KEITH FLETT recalls ‘the most advanced political programme to appear on the left until the time of the Bolsheviks’

Andrew Winsdor, January 29, 2015

WITH the newly named Andrew Windsor Mountbatten in the headlines for the wrong — but at the same time absolutely the right — reasons, a wider debate about whether Britain in 2025 needs an hereditary monarchy and the vast public expense it entails is under way.

The mood can perhaps be sensed with the cover of the centre-left magazine the New Statesman leading with a “No More Kings” banner headline.

At the same time in the US continuing reports that Donald Trump plans to somehow have a third period in office as president have inspired huge “No Kings” demonstrations across the country.

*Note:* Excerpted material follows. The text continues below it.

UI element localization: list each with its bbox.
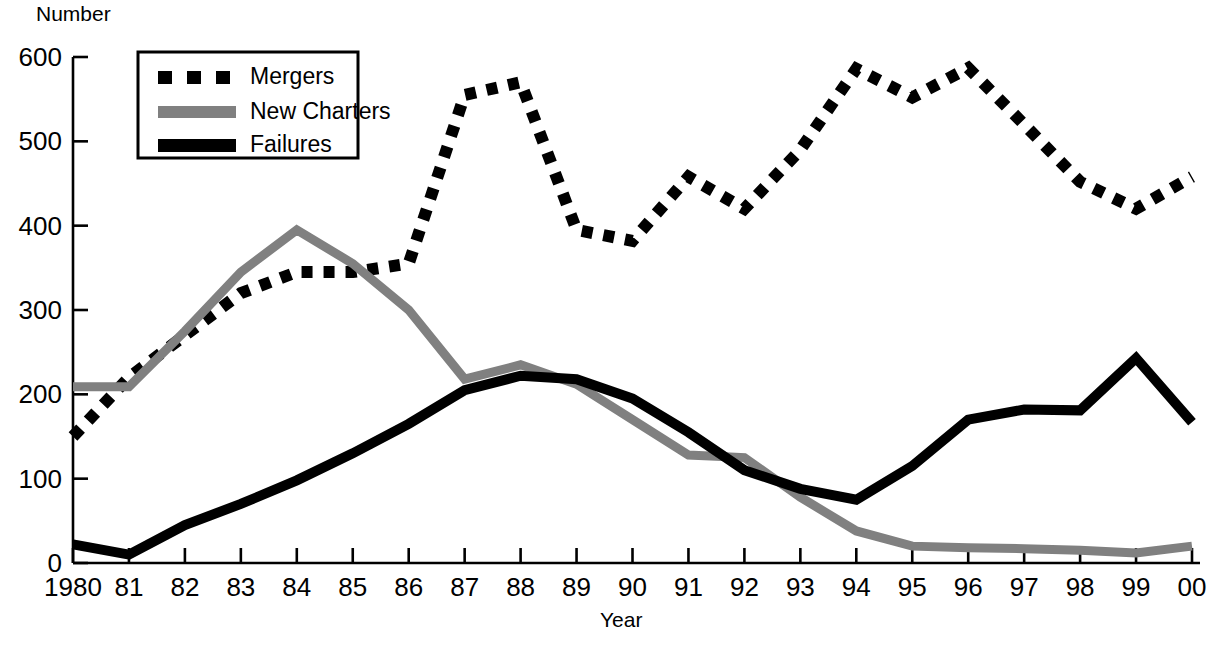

These anti-monarchy sentiments, while they appear — and often are — quite radical, do have their limits. They mostly do not seek to change existing market capitalism-led systems but simply to run them a bit more democratically.

It’s not something that one expects to find mentioned in official political circles even when another royal crisis is on, but, it’s worth recalling that there is a tradition of red republicanism.

George Julian Harney (1819-97) was born in Deptford and active in every phase of the Chartist movement from 1838 to its demise around 1860.

By the late 1840s he was a leading figure in Chartism and editor of the Northern Star, the biggest-selling newspaper of the period.

Disagreements with the paper’s owner Feargus O’Connor led to his departure and by June 1850 he had launched the weekly Red Republican paper.

Harney was a left Chartist and internationalist, friendly with — and on occasion influenced by — Marx and Engels. The Chartist colour had been green but after 1848 it changed to a socialist red.

Harney was clear in an editorial in the first issue of the Red Republican on June 22 1850 that it was about more than getting rid of a monarch, in this case Queen Victoria. Simply replacing a monarchy with a republic, as France had done, was not enough. There was a need to get rid of all exploiters.

Harney realised, and was proven correct, that the paper’s name would lead to it being burked (boycotted) by the news trade and changed its name to Friend of the People in December 1850.

Before that happened, however, the paper published the first English translation of the Communist Manifesto by the female Chartist activist and co-thinker of Marx and Engels, Helen Macfarlane.

It was this translation that had a fearful hobgoblin stalking Europe, rather than a spectre of communism with which we are familiar today.

Harney promoted a programme called The Charter and Something More. By this he meant not just political democracy, that is the vote for all, and the abolition of the monarchy, but also economic democracy. The socialist historian John Saville called it the most advanced political programme to appear on the left until the time of the Bolsheviks.

While Harney was to an extent a co-thinker of Marx and Engels, Marx was critical of his support for republican nationalist movements that had limited left-wing content. He labelled Harney “Citizen Hurrah, Hurrah.”

In the 1850s Harney moved to Jersey and ran a radical paper there but in later years he moved back to Twickenham, where Engels, who had remained on friendly terms with him, visited.

Despite its limitations, Harney’s red republicanism and socialist programme is a reminder of an anti-monarchy tradition in Britain that moved some way beyond simply changing who ruled the country to changing the very nature of the state itself.

It is a history which is largely forgotten that in the present moment must be remembered.